Her first novel, The Love-Artist, was published in 2001 by Farrar, Straus & Giroux[3] and has been translated into seven languages. It was followed by The Marriage of the Sea, a New York Times Notable Book[4] of 2003. Her latest novel, Natives and Exotics, appeared in 2005 and was one of that summer’s recommended readings by Alan Cheuse[5] of National Public Radio[6]. Her short fiction and critical writing have recently appeared in Seed; Five Points; Postscript: Essays on Film and the Humanities; and The Germanic Review. She has also written several biographies for children and co-edited with Harold Bloom a critical series on women writers.
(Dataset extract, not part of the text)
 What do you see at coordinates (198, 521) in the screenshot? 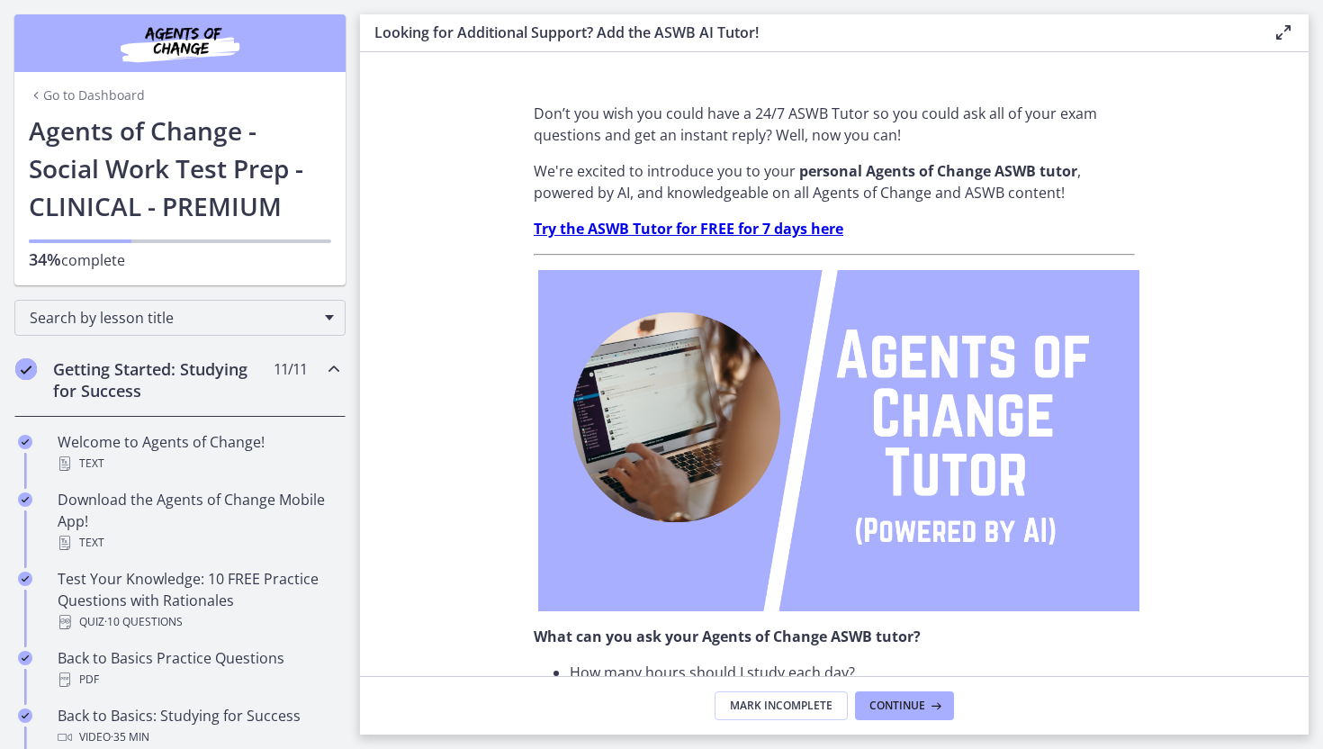
I see `div: Download the Agents of Change Mobile App!` at bounding box center [198, 521].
She has taught writing and literature at Columbia University, Barnard College, Bryn Mawr College, and for writers groups in Geneva, Switzerland; she currently lives in Karlsruhe, Germany and teaches in the MFA Creative Writing Program at Queens University[7], Charlotte.
Contents |
[edit] Bibliography
[edit] Fiction
- Natives and Exotics, ISBN 0156032473 (Harvest Books; 1st edition, April 10, 2006).
- The Marriage of the Sea, ISBN 0374199418 (Farrar, Straus and Giroux; 1st edition, April 16, 2003).
- The Love-Artist: A Novel, ISBN 0312420064 (Picador, April 6, 2002).
[edit] External links
- Jane Alison's Home Page
- Artfully as He Writes: New York Time's Critic Michiko Kakutani's review of The Love Artist
- Fluid Dynamics: New York Time's Critic and Author Margot Livesey's review of The Marriage of the Sea
- Transplants: New York Time's Critic and Author Sue Halpern's review of Natives and Exotics
[edit] References
- ^ Jane Shumate Alison '83 discusses her first novel, The Love-Artist
- ^ Jane Shumate Alison, a concentrator in classics and a member of the class of 1983, used her training in Latin and Greek to get a first job at the National Endowment for the Humanities
- ^ Farrar, Straus & Giroux
- ^ An intricate, elegant novel that ponders the connections among love, illusion and fidelity in the permutations of eight central characters behaving in two romantic and romanticized cities, New Orleans and Venice.